▶ _EXERCISE PROMPT_
Output exactly the lines from the line that has "Describe the element at coordinates (375, 185)" through the last line of the data below, with no pictures.

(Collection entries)
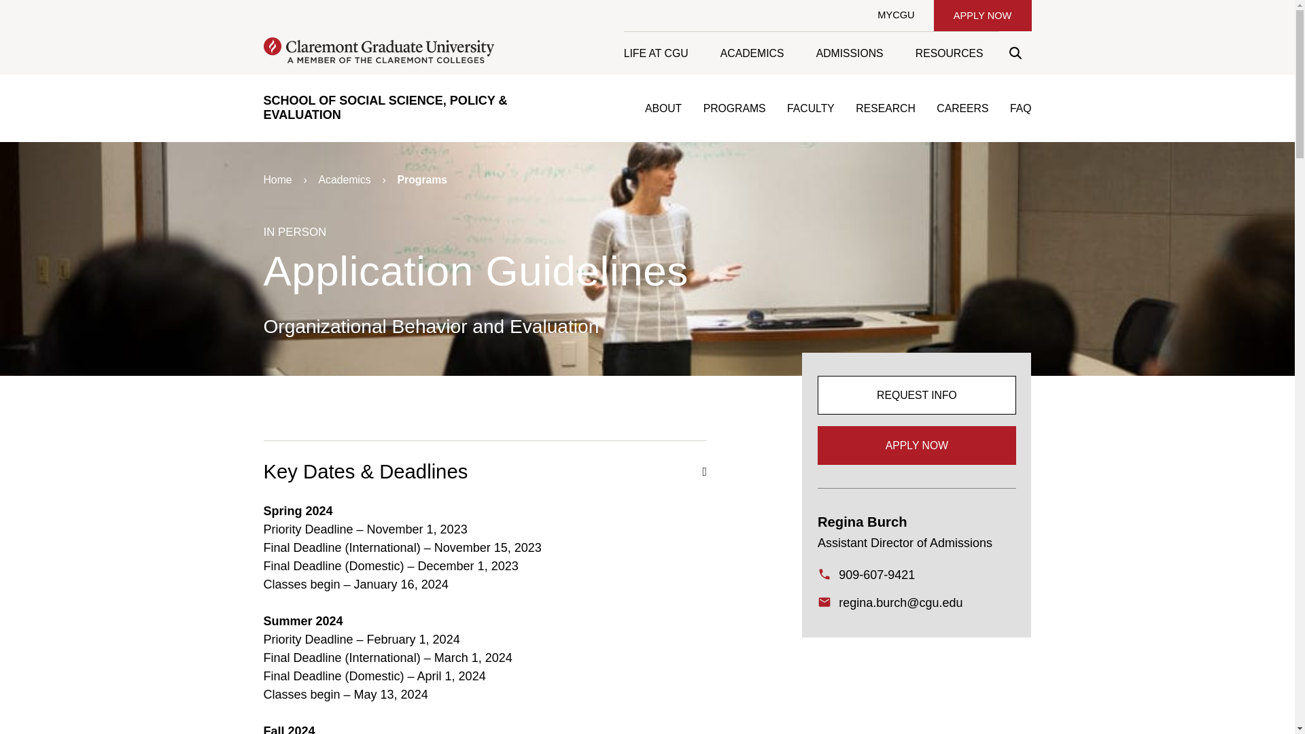  What do you see at coordinates (1015, 53) in the screenshot?
I see `open search field` at bounding box center [1015, 53].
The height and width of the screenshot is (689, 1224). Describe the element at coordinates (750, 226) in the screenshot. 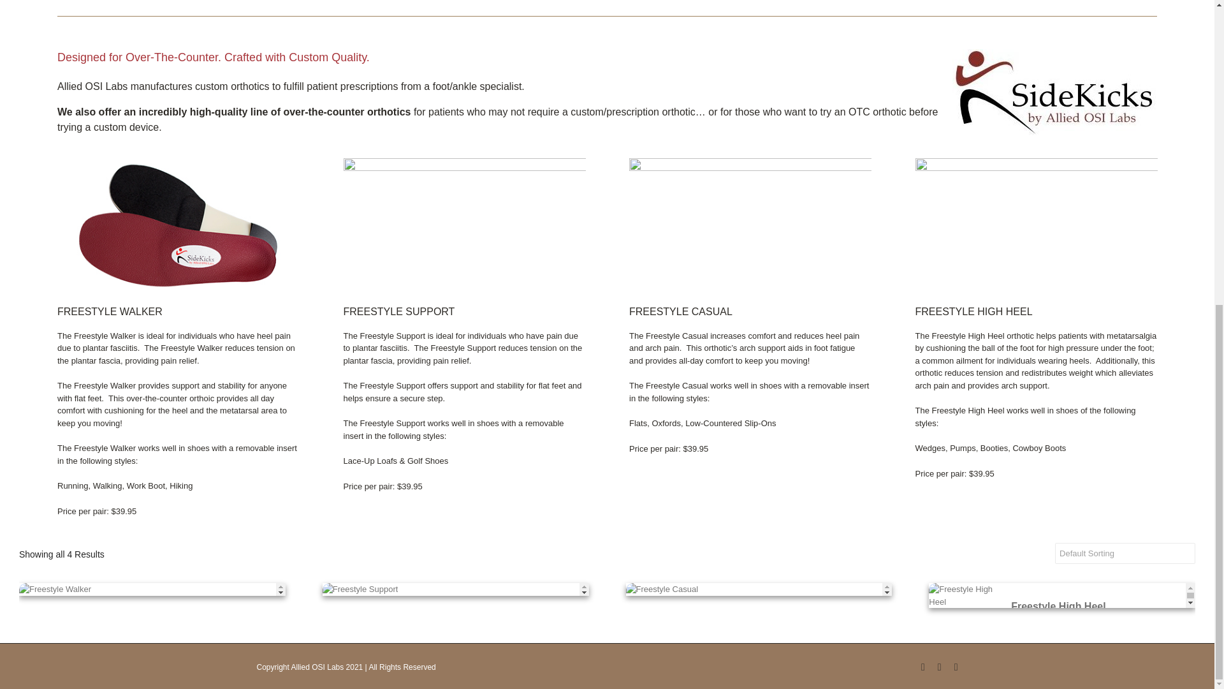

I see `Freestyle Casual` at that location.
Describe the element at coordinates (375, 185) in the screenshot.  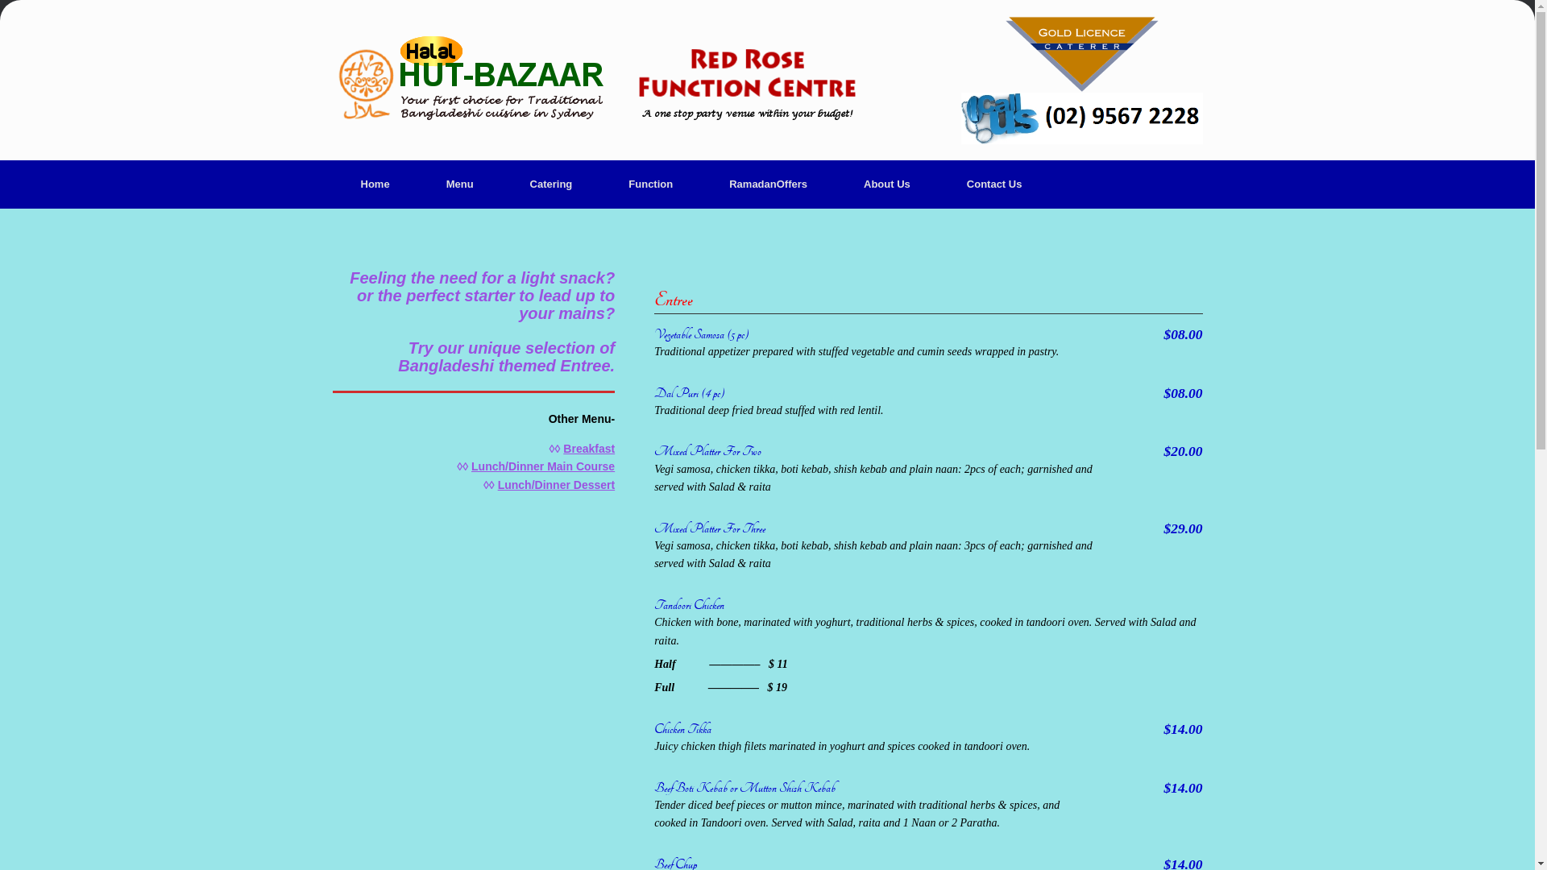
I see `Home` at that location.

▶ _ANSWER TO THE EXERCISE_
Describe the element at coordinates (375, 185) in the screenshot.  
I see `Home` at that location.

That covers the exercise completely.